Thursday, June 13, 2013

iOS 7 Design

Matt Gemmell:

We can quibble about colour choices, but when viewed against the new style, the sheer weight and gimmickry of the bubbles and bevels and shine becomes very apparent. The navigation bar at the top hangs there like a lintel, frowning away. It’s a pretty Photoshop job, but to my eye it now looks chunky and theme-y, like a skin for jailbroken devices.

Matthew Panzarino:

In fact, the designs are so different that you might even have been surprised that they came out of the same teams that were behind the home screen on iOS 6. Well, you’d be right. We’ve been talking to people all week about the new designs of iOS and multiple sources have given us a better picture of how it went down inside Apple in the last few months.

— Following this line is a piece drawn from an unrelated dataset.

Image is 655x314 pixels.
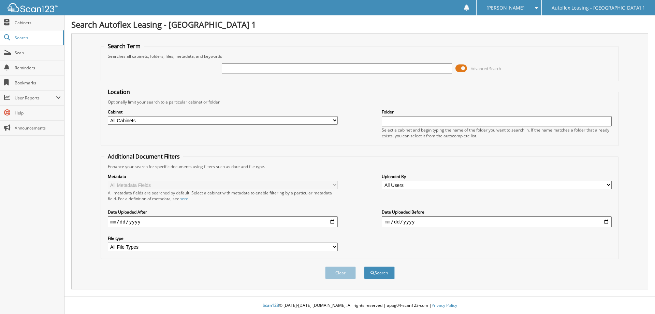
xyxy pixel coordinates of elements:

First of all, many of the new icons were primarily designed by members of Apple’s marketing and communications department, not the app design teams.

Marco Arment:

I don’t think most developers of mature, non-trivial apps are going to have an easy time migrating them well to iOS 7. Even if they overcome the technical barriers, the resulting apps just won’t look and feel right.

John Gruber:

There’s an intricate system at work, a Z-axis of layers organized in a logical way. There is a profound reduction in the use of faux-3D visual effects and textures, but iOS 7 is anything but flat. It is three dimensional not just visually but logically.

Craig Hockenberry:

But with major user interface changes such as Aqua or iOS 7, Apple has another tendency: they overshoot the mark. Their incremental approach then becomes one where unnecessary items are removed (such as Aqua’s stripes) or improved (excessive shadows and transparency are toned down).